On Wed, 17 Aug 2011 14:53:53 -0400, Lars T. Kyllingstad <public@kyllingen.nospamnet> wrote:

On Wed, 17 Aug 2011 14:15:52 -0400, Steven Schveighoffer wrote:

On Wed, 17 Aug 2011 13:15:27 -0400, Lars T. Kyllingstad
<public@kyllingen.nospamnet> wrote:

On Wed, 17 Aug 2011 10:19:31 -0400, Steven Schveighoffer wrote:

On Wed, 17 Aug 2011 00:05:54 -0400, Jonathan M Davis
<jmdavisp...@gmx.com> wrote:

So, the question is, should a range-based function have the same
behavior for
all forward ranges regardless of whether they're value types or
reference types? Or should the caller be aware of whether a range is
a value type or a
reference type and call save if necessary? Or should the caller just
always
call save when passing a forward range to a function?


Probably not helpful, since the establishment seems to be set in their
opinions, but I'd recommend saying ranges are always structs, and get
rid of the save concept, replacing it with an enum solution.  The
current save regime is a fallacy, because it's not enforced.  It's as
bad as c++ const.

At the very least, let's wait until someone actually comes up with a
valid use case for reference-based forward ranges before changing any
code.  So far, all I've seen is boilerplate *RangeObject, no real
usages.

As long as most functions in std.algorithm don't take the ranges as ref
arguments, you need to use a reference-based range whenever you want
the function to consume the original range.

BTW, this is why I suggested earlier that we add a byRef range.  If you
absolutely want the function foo() to consume your range, write

   foo(byRef(myRange));

Do you have a real example besides foo which makes sense on both byRef
and by value ranges?

Well, I did try my hand at writing a parser for a wiki-style markup
language a while ago, which got its input from an input range.

It would look at the front of the range, determine what kind of element
was there (paragraph, heading, bullet list, etc.), and pass the range on
to a specialised function for dealing with that kind of element
(parseHeading(), etc.).

Of course, those functions had to consume the original range, otherwise
the same element would be repeated over and over again.  For simple
cases, this was only a matter of parseWhatever() taking the range by ref,
and everything would work nicely.  Sometimes, however, the range would be
wrapped by another range (such as Take or Until).  If I wanted these to
keep consuming the original range, I had to wrap it with byRef().

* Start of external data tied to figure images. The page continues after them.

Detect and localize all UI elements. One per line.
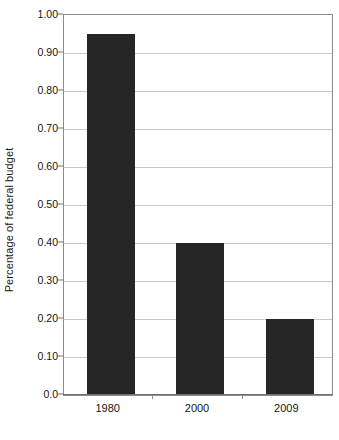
y-tick-label: 0.80	[20, 84, 58, 96]
y-tick-mark	[58, 394, 63, 395]
x-tick-label: 2009	[274, 402, 298, 414]
bar	[266, 319, 314, 395]
y-tick-mark	[58, 280, 63, 281]
y-tick-mark	[58, 128, 63, 129]
y-tick-mark	[58, 242, 63, 243]
y-tick-mark	[58, 14, 63, 15]
y-tick-label: 0.0	[20, 388, 58, 400]
y-tick-label: 0.20	[20, 312, 58, 324]
y-tick-mark	[58, 356, 63, 357]
y-tick-label: 0.30	[20, 274, 58, 286]
y-tick-mark	[58, 204, 63, 205]
y-tick-mark	[58, 90, 63, 91]
plot-area	[63, 14, 333, 396]
y-tick-label: 0.70	[20, 122, 58, 134]
y-axis-tick-labels: 0.00.100.200.300.400.500.600.700.800.901…	[20, 0, 58, 440]
bar-chart: Percentage of federal budget 0.00.100.20…	[0, 0, 339, 440]
y-axis-title: Percentage of federal budget	[0, 0, 18, 440]
x-tick-label: 1980	[95, 402, 119, 414]
y-tick-label: 0.50	[20, 198, 58, 210]
y-tick-label: 0.90	[20, 46, 58, 58]
y-tick-label: 0.40	[20, 236, 58, 248]
x-axis-line	[63, 394, 332, 395]
bar	[176, 243, 224, 395]
y-tick-label: 0.10	[20, 350, 58, 362]
y-tick-mark	[58, 52, 63, 53]
y-tick-mark	[58, 166, 63, 167]
y-tick-mark	[58, 318, 63, 319]
x-tick-mark	[242, 395, 243, 399]
y-tick-label: 0.60	[20, 160, 58, 172]
y-tick-label: 1.00	[20, 8, 58, 20]
x-tick-label: 2000	[185, 402, 209, 414]
bar	[87, 34, 135, 395]
x-tick-mark	[152, 395, 153, 399]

This happened often enough, and became annoying enough, that I ended up
using InputRange objects everywhere instead

The problem here seems to be that an input range is used as the base of a forward range. A forward range is much different than an input range, in that an input range destroys the data as it iterates, whereas the forward range does not.

I would say that anything that is forward range or above should never be a reference type, but anything that is strictly an input range *should* actually be a reference type (hey, I switched opinions!). The issue is that all forward ranges are input ranges.

Note that while I asked for a real example of an *algorithm*, you gave me an example of a *type* that doesn't forwar the desired behavior. I see the point however, and I think a different style of thinking is needed. That is, accepting a ref range is not guaranteed to make any range into a destructive input range, you do need a byRef range.

In any case, I think I found a more straightforward example of something that can accept either: walkLength. walkLength doesn't care whether the data gets destroyed or not, it's just counting stuff. So there is legitimate reason for something to accept both an input and forward+ range.

So what I think we need is one more isXRange to determine "is this an input range and *only* an input range?" That is, is this a *destructive* input range. In the current implementation, this would mean isInputRange!R && !isForwardRange!R

I still dislike save and how useless it is, though.